Visceral pain reflex after pretreatment with capsaicin and morphine

Abstract
Distension of the proximal jejunum by increasing the intraluminal pressure for short time periods causes a reflex response in blood pressure of anaesthetized rats which correlates with the magnitude of distension. The blood pressure response consists of a short initial rise followed by a marked decrease for the time of distension. The absence of the depressor response in capsaicin desensitized rats indicates its mediation by C fibre afferents. These afferents are located within the periarterial mesenteric nerves. The depressor response was also elicited by stimulation of these nerves and abolished by local application of percain or capsaicin onto the mesenteric stalk. Vagal afferents were not involved in this depressor response as shown by bilateral vagotomy or by afferent vagus stimulation. The depressor response is absent in spinal rats. Therefore, the location of the reflex centre is assumed to be supraspinal. Because it is augmented by naloxone and abolished by morphine in a naloxone reversible way it is regarded as a nociceptive reflex response. The efferent side of the depressor response is unknown; cholinergic and α-adrenergic activation were excluded. The initial pressor response to intestinal distension or to afferent periaterial mesenteric nerve stimulation persists in capsaicin desensitized rats excluding the involvement of C fibre afferents and in spinal rats indicating that the reflex centre is within the spinal cord. It is not diminished by morphine and therefore not a nociceptive response. Its inhibition by phentolamine suggests an α-adrenergic spinal response to intestinal distension. In control rats the pressor response is greatly overlapped by the much more pronounced depressor response.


▶ _PROBLEM DETAILS_
Return all lines from the listing below in which the string "Konto" occurs.

---------------

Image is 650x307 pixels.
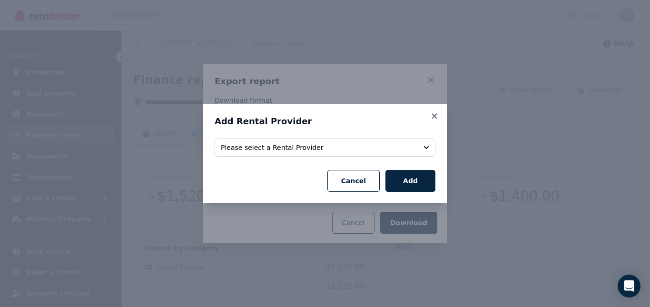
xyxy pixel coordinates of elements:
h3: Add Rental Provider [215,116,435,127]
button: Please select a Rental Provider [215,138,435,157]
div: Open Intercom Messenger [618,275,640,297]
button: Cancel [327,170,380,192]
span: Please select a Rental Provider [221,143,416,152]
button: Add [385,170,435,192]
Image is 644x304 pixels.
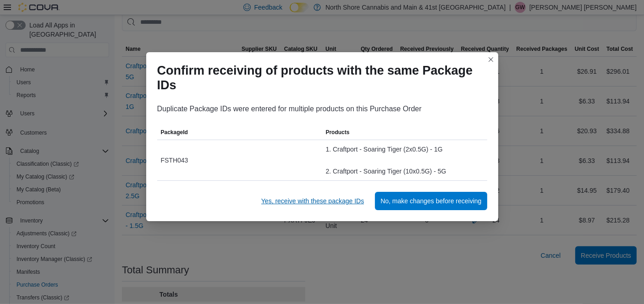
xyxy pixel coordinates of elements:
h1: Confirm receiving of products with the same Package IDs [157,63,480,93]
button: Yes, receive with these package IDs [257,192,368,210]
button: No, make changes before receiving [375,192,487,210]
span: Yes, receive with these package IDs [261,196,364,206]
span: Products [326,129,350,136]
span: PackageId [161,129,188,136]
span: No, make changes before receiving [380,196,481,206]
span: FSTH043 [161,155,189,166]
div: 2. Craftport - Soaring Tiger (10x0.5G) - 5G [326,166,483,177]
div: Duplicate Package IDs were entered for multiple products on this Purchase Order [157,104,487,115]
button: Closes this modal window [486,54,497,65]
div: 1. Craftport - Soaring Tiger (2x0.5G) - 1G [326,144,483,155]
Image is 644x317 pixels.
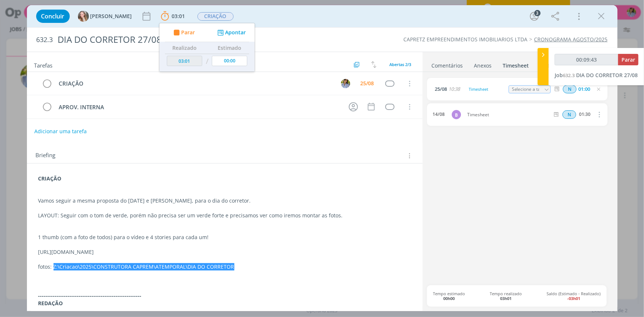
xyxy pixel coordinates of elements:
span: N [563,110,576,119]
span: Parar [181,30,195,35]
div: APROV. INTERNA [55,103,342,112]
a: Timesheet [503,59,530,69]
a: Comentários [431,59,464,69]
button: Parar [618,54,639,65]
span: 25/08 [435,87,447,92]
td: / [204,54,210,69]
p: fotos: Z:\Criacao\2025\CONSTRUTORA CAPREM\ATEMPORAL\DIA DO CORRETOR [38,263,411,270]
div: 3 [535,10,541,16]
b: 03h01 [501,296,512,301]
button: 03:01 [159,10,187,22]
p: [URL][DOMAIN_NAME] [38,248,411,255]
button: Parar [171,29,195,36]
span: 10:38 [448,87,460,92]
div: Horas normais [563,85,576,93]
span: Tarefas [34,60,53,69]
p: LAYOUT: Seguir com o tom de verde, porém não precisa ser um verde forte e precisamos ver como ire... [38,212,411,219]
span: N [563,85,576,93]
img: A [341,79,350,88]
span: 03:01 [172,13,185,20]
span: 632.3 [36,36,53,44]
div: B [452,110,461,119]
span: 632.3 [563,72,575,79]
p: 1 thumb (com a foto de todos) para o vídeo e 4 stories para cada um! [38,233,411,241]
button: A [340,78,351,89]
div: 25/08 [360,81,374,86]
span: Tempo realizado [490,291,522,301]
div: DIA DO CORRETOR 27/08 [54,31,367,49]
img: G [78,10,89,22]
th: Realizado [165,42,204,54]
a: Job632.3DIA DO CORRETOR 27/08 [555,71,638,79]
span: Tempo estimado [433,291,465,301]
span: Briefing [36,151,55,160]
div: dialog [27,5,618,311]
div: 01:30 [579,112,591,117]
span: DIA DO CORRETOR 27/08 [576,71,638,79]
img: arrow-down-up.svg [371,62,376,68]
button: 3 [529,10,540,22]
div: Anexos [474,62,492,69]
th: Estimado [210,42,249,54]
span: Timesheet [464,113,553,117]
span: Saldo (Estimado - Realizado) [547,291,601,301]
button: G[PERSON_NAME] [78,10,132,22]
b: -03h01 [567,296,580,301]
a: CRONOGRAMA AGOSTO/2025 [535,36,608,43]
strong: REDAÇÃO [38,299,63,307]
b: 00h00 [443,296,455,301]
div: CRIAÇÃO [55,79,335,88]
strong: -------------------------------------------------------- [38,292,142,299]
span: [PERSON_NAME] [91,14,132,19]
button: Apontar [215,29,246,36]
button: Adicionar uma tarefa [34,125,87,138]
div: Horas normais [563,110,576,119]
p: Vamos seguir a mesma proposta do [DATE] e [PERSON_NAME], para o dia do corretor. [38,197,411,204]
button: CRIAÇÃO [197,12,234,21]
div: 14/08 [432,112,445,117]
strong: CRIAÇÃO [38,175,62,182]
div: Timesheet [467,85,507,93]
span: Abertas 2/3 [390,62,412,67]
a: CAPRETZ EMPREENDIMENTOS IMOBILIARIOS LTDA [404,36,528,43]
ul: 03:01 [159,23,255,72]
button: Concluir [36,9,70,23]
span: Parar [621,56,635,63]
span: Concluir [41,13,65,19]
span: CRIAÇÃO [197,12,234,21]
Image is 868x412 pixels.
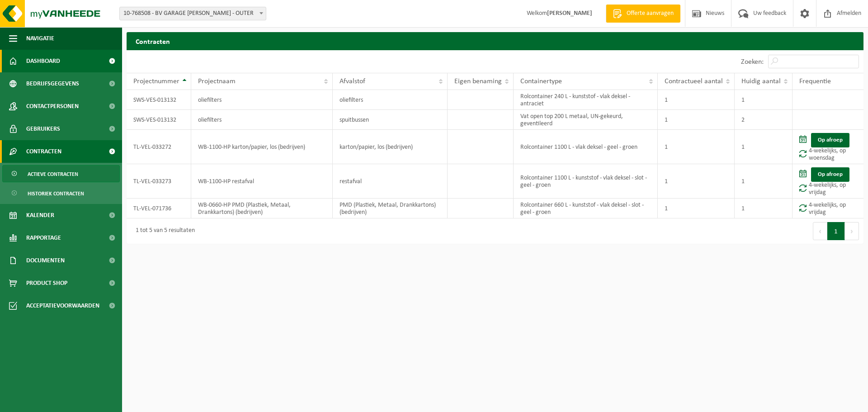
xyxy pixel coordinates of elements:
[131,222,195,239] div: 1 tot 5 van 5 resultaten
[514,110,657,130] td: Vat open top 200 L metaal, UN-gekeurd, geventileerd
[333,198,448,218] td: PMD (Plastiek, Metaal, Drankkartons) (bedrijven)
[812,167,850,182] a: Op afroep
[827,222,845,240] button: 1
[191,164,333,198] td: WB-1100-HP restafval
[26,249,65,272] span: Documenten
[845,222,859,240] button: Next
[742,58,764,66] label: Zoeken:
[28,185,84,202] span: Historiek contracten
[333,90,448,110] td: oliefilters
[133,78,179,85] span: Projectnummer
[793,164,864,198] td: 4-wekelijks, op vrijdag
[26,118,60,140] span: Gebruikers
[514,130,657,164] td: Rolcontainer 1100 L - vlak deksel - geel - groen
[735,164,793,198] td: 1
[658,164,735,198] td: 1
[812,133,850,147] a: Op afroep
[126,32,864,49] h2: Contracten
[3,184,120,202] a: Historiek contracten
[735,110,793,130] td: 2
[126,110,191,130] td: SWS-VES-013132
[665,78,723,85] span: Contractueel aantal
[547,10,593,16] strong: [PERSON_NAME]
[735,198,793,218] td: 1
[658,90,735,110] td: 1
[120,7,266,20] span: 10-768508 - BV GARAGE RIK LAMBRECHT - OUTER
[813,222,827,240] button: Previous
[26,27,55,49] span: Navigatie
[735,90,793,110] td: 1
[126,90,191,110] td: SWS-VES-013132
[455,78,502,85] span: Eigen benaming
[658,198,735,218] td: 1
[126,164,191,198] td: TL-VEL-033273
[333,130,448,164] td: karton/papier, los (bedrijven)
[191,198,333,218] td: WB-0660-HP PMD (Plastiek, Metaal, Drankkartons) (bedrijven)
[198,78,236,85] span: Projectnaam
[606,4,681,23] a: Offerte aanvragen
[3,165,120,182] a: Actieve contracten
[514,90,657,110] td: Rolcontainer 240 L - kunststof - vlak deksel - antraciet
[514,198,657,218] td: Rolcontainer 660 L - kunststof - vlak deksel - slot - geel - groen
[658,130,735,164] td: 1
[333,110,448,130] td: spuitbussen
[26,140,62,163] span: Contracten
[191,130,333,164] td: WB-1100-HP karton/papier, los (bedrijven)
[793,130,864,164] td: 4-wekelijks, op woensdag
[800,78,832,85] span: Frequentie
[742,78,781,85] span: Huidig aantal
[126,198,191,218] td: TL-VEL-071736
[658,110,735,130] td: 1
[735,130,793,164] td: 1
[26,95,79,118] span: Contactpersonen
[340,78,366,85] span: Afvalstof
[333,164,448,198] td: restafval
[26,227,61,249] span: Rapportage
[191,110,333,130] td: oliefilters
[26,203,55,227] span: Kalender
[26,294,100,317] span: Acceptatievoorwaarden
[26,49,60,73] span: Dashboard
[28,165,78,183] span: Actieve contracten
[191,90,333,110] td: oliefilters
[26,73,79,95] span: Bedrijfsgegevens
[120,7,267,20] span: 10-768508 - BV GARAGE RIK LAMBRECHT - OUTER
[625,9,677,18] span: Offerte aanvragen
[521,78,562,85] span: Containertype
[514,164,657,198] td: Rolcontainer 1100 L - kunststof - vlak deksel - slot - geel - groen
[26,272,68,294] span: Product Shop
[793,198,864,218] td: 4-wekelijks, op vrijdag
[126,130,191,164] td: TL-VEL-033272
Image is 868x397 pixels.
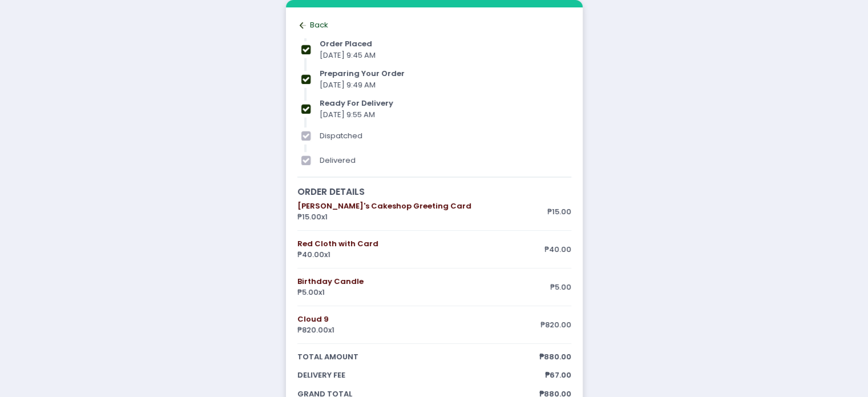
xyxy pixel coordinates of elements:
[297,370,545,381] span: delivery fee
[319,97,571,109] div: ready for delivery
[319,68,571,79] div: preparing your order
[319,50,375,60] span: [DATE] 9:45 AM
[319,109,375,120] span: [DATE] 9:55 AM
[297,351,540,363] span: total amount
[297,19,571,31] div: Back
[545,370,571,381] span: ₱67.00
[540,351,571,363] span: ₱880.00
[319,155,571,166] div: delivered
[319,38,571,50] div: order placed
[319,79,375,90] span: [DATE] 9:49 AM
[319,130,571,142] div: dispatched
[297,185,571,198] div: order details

---------------

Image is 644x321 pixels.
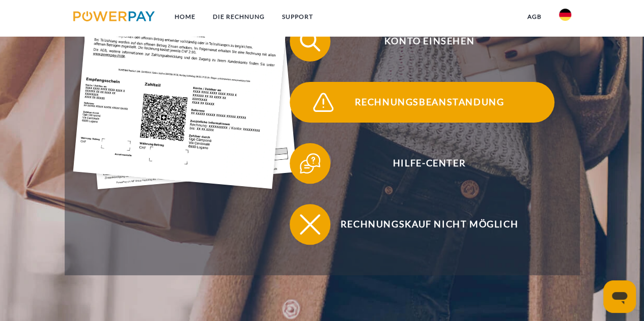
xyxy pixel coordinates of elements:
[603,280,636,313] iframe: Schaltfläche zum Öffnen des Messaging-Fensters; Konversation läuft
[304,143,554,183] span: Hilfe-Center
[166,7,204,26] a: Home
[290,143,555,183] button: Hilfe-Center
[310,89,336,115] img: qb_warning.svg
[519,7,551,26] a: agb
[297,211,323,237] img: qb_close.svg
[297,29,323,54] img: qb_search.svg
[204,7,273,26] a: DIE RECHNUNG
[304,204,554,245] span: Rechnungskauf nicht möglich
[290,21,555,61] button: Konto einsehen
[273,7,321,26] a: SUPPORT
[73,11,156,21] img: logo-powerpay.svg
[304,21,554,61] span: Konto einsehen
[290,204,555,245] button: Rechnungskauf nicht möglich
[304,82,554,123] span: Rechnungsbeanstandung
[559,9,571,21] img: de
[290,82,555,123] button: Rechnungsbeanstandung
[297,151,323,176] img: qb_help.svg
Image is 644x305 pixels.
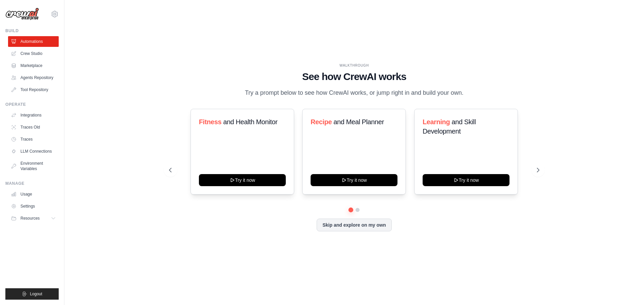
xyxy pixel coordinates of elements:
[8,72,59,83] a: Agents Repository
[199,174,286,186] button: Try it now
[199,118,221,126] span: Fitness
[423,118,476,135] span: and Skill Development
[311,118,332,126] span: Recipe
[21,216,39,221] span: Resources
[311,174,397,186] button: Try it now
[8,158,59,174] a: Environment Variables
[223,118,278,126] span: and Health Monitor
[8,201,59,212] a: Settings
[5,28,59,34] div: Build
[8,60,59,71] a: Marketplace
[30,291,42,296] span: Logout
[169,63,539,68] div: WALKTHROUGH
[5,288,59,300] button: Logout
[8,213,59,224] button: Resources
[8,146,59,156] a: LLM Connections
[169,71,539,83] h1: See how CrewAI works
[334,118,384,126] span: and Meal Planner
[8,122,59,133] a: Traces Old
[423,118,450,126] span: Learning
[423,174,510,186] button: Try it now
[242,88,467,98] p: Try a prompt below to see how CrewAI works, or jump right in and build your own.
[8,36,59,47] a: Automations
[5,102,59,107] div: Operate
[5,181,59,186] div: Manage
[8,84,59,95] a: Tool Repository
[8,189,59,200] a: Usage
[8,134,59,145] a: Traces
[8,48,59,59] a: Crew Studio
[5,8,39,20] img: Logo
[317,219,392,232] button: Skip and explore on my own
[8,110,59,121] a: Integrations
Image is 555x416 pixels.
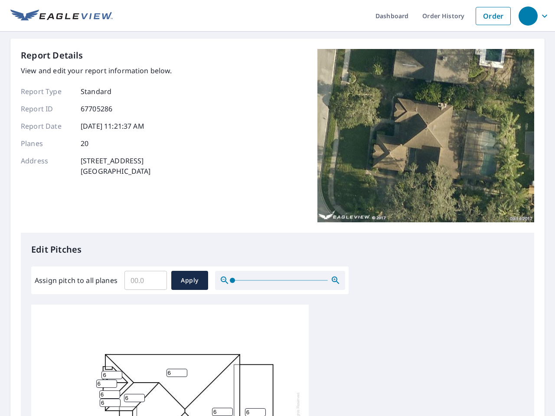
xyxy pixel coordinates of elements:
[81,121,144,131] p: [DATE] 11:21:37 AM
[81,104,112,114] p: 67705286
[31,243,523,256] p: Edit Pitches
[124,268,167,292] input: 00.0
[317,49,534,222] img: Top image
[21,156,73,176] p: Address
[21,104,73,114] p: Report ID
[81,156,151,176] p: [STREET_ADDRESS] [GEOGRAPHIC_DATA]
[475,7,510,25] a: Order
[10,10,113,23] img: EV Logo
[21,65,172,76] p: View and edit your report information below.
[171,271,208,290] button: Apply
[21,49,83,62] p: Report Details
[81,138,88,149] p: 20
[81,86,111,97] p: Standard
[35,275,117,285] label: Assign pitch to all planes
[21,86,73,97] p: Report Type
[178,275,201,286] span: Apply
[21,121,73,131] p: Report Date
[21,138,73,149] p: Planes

---------------

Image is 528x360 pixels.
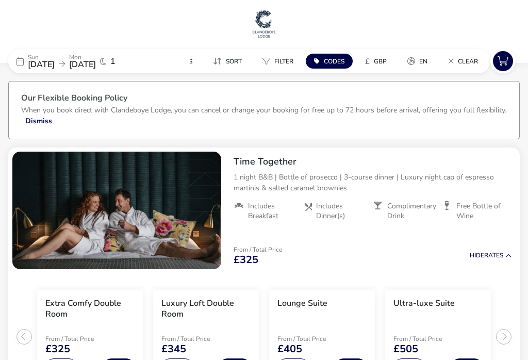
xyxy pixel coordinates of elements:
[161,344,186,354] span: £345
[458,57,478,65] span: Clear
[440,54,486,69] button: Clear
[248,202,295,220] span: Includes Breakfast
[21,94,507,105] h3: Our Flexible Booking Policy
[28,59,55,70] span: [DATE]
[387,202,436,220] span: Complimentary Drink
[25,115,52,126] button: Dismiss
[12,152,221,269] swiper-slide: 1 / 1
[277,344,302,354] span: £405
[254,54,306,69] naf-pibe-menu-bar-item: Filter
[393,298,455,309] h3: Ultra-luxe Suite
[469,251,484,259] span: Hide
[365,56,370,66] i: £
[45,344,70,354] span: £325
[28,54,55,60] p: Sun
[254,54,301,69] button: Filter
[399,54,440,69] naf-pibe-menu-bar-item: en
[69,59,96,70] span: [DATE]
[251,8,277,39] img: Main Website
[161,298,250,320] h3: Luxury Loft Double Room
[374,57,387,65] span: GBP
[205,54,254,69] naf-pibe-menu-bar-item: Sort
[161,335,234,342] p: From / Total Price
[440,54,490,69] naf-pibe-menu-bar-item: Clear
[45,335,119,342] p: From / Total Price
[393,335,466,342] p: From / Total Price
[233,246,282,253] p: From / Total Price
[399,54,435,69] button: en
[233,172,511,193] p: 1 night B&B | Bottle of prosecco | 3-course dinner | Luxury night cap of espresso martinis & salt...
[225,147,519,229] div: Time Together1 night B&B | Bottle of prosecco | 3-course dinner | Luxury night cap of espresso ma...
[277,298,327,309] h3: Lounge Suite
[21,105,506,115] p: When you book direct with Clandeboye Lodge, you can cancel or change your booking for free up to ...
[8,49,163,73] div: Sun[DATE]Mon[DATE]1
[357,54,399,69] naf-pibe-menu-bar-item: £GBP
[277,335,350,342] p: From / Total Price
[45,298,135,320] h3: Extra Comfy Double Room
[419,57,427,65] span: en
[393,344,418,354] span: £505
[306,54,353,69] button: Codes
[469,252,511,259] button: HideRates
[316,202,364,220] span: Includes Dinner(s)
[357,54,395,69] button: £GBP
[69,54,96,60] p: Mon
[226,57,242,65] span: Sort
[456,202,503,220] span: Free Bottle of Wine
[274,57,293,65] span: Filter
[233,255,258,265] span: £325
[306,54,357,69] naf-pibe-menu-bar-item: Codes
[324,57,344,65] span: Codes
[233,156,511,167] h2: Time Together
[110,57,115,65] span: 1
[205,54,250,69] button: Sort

---------------

▶ _SOLVED EXERCISE_
[290,21,555,61] button: Konto einsehen
[304,21,554,61] span: Konto einsehen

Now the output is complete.